Friday 3 July 2009

From one small rainy island, to a volcanic one, to a small volcanic rainy one

Because my mother is always, and I mean always, right, I didn't have the best time in small town America. I got cabin fever. Having to walk 20 minutes in one direction to get to the laundrette and 20 minutes in the other to get to the shops, combined with the fact there was nothing to do but play Fallout 3 or casually shop, made me a little psycho.

It didn't help that my host's bipolar girlfriend would leave her dirty panties on the floor of the room I was staying in and conveniently forget to take her medication.

So I thanked myself for having a good financial pool, rearranged my bus, reserved myself a room in a Travelodge for $80 and shipped out to Portland. That one weekend made up for a less than exhilarating week.

Portland was beautiful. The sun was shining, and the gentle wind whooshing in from the river kept the world cool enough. There were restaurants. There were people. There were museums. CULTURE. Aaaaahh, sweet culture.
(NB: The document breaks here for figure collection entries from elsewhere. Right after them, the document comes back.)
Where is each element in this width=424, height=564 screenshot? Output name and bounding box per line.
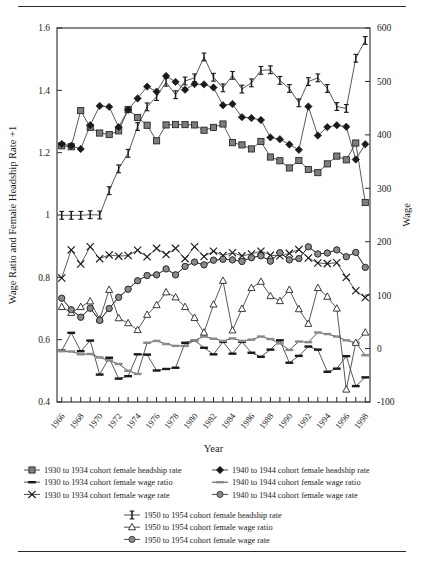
series-line [62, 281, 366, 390]
marker-diamond [210, 84, 217, 91]
marker-square [163, 122, 169, 128]
marker-square [286, 165, 292, 171]
marker-hbar [267, 348, 275, 350]
marker-square [315, 170, 321, 176]
marker-square [172, 122, 178, 128]
marker-square [153, 138, 159, 144]
marker-circle [135, 278, 141, 284]
marker-circle [144, 272, 150, 278]
marker-hbar [285, 349, 293, 351]
legend-label: 1930 to 1934 cohort female wage rate [44, 491, 170, 500]
marker-triangle [248, 284, 255, 290]
marker-hbar [267, 338, 275, 340]
marker-square [296, 157, 302, 163]
y-tick-label: 1.6 [38, 23, 50, 33]
marker-square [144, 122, 150, 128]
marker-square [78, 107, 84, 113]
data-series-layer [58, 37, 369, 393]
series-c40_headship [58, 72, 369, 163]
marker-hbar [276, 339, 284, 341]
marker-circle [182, 263, 188, 269]
marker-circle [59, 295, 65, 301]
marker-square [201, 127, 207, 133]
marker-square [343, 157, 349, 163]
x-tick-label: 1994 [314, 411, 333, 431]
marker-hbar [96, 373, 104, 375]
marker-triangle [163, 288, 170, 294]
marker-hbar [304, 341, 312, 343]
marker-circle [296, 256, 302, 262]
marker-hbar [181, 345, 189, 347]
marker-hbar [28, 481, 36, 483]
marker-triangle [229, 327, 236, 333]
marker-circle [201, 262, 207, 268]
marker-circle [106, 305, 112, 311]
marker-triangle [267, 292, 274, 298]
chart-figure: 0.40.60.811.21.41.6 -1000100200300400500… [0, 0, 424, 564]
marker-circle [125, 286, 131, 292]
legend-entry-bottom-0: 1950 to 1954 cohort female headship rate [124, 511, 282, 520]
marker-circle [78, 314, 84, 320]
marker-triangle [58, 303, 65, 309]
marker-hbar [181, 342, 189, 344]
marker-hbar [285, 362, 293, 364]
marker-hbar [229, 352, 237, 354]
marker-circle [217, 491, 223, 497]
marker-diamond [257, 116, 264, 123]
legend-entry-bottom-1: 1950 to 1954 cohort female wage ratio [124, 523, 273, 532]
y-tick-label: 0.8 [38, 273, 50, 283]
marker-hbar [248, 352, 256, 354]
marker-hbar [67, 350, 75, 352]
marker-diamond [333, 122, 340, 129]
marker-square [248, 146, 254, 152]
x-tick-label: 1998 [352, 411, 370, 431]
marker-diamond [77, 145, 84, 152]
marker-diamond [343, 123, 350, 130]
y-tick-label: 1.2 [38, 148, 50, 158]
y2-tick-label: 200 [377, 237, 392, 247]
legend-label: 1950 to 1954 cohort female wage rate [144, 536, 270, 545]
marker-triangle [201, 329, 208, 335]
marker-triangle [87, 298, 94, 304]
marker-circle [191, 259, 197, 265]
marker-circle [210, 257, 216, 263]
legend-label: 1950 to 1954 cohort female wage ratio [144, 523, 273, 532]
marker-circle [248, 255, 254, 261]
marker-square [277, 158, 283, 164]
x-tick-label: 1992 [295, 411, 313, 431]
marker-square [97, 130, 103, 136]
marker-hbar [96, 356, 104, 358]
marker-square [191, 122, 197, 128]
marker-hbar [333, 367, 341, 369]
legend-entry-left-2: 1930 to 1934 cohort female wage rate [24, 491, 170, 500]
marker-hbar [115, 377, 123, 379]
marker-circle [258, 253, 264, 259]
marker-hbar [238, 340, 246, 342]
y-tick-label: 0.4 [38, 397, 50, 407]
marker-triangle [286, 286, 293, 292]
x-tick-label: 1974 [124, 411, 143, 431]
marker-circle [334, 247, 340, 253]
marker-hbar [77, 353, 85, 355]
marker-hbar [257, 335, 265, 337]
marker-triangle [238, 305, 245, 311]
marker-hbar [143, 342, 151, 344]
marker-square [353, 140, 359, 146]
marker-hbar [143, 353, 151, 355]
marker-triangle [125, 319, 132, 325]
y2-tick-label: 400 [377, 130, 392, 140]
marker-circle [163, 266, 169, 272]
x-tick-label: 1990 [276, 411, 294, 431]
marker-triangle [314, 284, 321, 290]
marker-square [305, 166, 311, 172]
y2-axis-title: Wage [401, 203, 412, 227]
legend-label: 1940 to 1944 cohort female wage rate [232, 491, 358, 500]
marker-hbar [200, 335, 208, 337]
marker-square [267, 154, 273, 160]
series-c50_wage_ratio [58, 277, 369, 392]
marker-square [135, 114, 141, 120]
marker-triangle [257, 278, 264, 284]
marker-diamond [276, 136, 283, 143]
marker-hbar [323, 333, 331, 335]
legend-entry-right-0: 1940 to 1944 cohort female headship rate [212, 466, 370, 475]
Portland Art museum was a pleasant surprise. There was an excellent M.C.Escher exhibition with lino stamps as well as prints, sketches, plans and the PS3 game where you have to use crazy Escher rules to guide your man around the maze. Seeing Metamorphosis 3 in the flesh was awesome, even if I did end up colliding with a bloke in the middle (we started at opposite ends). Other highlights include a piano strung through a tree playing a 20s jazz and a piece by Robert Notkin called The Gift, which I studied at A level ceramics. It's a mosaic of body part tiles arranged to look like an atomic mushroom cloud. Sadly, my low blood sugar quickly rendered a large section of the modern art terrifying.

Portland is full of hippies, homeless people, people who live in vans, and students. I got invited by a man down at the waterfront to sing along with him to Hey There Deliah. I fed tropical Skittles to a chihuahua. I bought an arboreal necklace and was constantly complimented on it thereon. A man asked me if I knew my ass was fine. Another told me I had a nice piercing. A third asked me if I would give him a dollar because his girlfriend was hungry. I said no.
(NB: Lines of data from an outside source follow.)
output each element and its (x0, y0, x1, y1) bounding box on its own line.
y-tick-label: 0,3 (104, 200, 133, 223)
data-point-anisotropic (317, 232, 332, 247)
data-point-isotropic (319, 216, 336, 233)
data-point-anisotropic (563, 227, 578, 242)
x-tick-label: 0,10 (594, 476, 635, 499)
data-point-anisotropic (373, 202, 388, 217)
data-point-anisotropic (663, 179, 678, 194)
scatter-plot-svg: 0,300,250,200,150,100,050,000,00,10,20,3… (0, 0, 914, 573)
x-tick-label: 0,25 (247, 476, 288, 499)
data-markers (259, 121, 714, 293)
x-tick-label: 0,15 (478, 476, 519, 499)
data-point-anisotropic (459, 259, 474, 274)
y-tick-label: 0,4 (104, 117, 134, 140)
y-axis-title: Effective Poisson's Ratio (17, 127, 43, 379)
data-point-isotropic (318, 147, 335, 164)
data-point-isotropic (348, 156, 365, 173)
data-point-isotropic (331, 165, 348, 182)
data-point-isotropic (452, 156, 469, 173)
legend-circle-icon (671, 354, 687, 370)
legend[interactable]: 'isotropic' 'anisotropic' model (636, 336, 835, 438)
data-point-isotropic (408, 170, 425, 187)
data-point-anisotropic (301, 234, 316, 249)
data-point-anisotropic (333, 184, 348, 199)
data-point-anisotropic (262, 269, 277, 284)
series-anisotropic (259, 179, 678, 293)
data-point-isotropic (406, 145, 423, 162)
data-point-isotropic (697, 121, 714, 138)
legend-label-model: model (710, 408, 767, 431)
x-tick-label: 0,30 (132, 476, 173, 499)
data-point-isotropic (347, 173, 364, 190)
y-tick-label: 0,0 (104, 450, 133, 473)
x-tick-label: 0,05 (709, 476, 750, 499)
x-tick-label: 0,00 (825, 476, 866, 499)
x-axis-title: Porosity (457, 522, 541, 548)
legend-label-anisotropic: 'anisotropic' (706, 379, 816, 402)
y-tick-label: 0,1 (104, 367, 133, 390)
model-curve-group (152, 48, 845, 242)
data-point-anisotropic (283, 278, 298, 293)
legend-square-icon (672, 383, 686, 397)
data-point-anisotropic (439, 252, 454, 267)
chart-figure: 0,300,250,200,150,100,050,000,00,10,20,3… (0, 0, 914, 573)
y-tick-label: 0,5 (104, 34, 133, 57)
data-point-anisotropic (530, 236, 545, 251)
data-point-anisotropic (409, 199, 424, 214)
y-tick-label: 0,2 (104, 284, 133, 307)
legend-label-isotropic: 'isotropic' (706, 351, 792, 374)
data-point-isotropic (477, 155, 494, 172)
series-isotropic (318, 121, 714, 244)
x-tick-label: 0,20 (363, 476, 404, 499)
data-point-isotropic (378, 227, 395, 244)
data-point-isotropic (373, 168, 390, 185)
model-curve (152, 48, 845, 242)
I overslept on Monday morning. My alarm was supposed to go off at 5.10 and I somehow woke at 6.40. To put this in perspective, my flight was due to leave at 8.45, and I wasn't packed. Cue a freakout packing, sadly unintentionally abandoning several packets of M&Ms and my copy of Life of Pi, only a quarter of the way in. I made my plane. Watched Coraline on a badly contrasted screen 4 feet away without sound (refused to pay $5 for a headset). Gasped at how beautiful Honolulu was from above.

Hawaii was hot. I say was, because my first night was cloudless and freezing. Today it rained non stop and I got very very very muddy and cold. But it's okay. Hawai'i is a lot like a holiday in Wales- during the course of a day you may get sunburnt, frozen, hungry, rained on and cold, but at the end of the day I get to go home to a cosy cabin, watch movies on Kyle's laptop (woo, Coraline with sound), cook a nice dinner and get clean and warm.

BTW, Kyle is my housemate. He's cool. Of course, I'm bias because he lets me use his laptop. Tomorrow we get another housemate and then on Sunday yet another, but number 4 is only here for a week. The other folks (my boss, his girlfriend, the foreman) and I all get on really well, which is a relief after the friction in Corvallis. I'll upload some photos as I go along, but it's hard to take photos during the day when you've got a machete in one hand, a water bottle in the other, and chicken shit on your arse.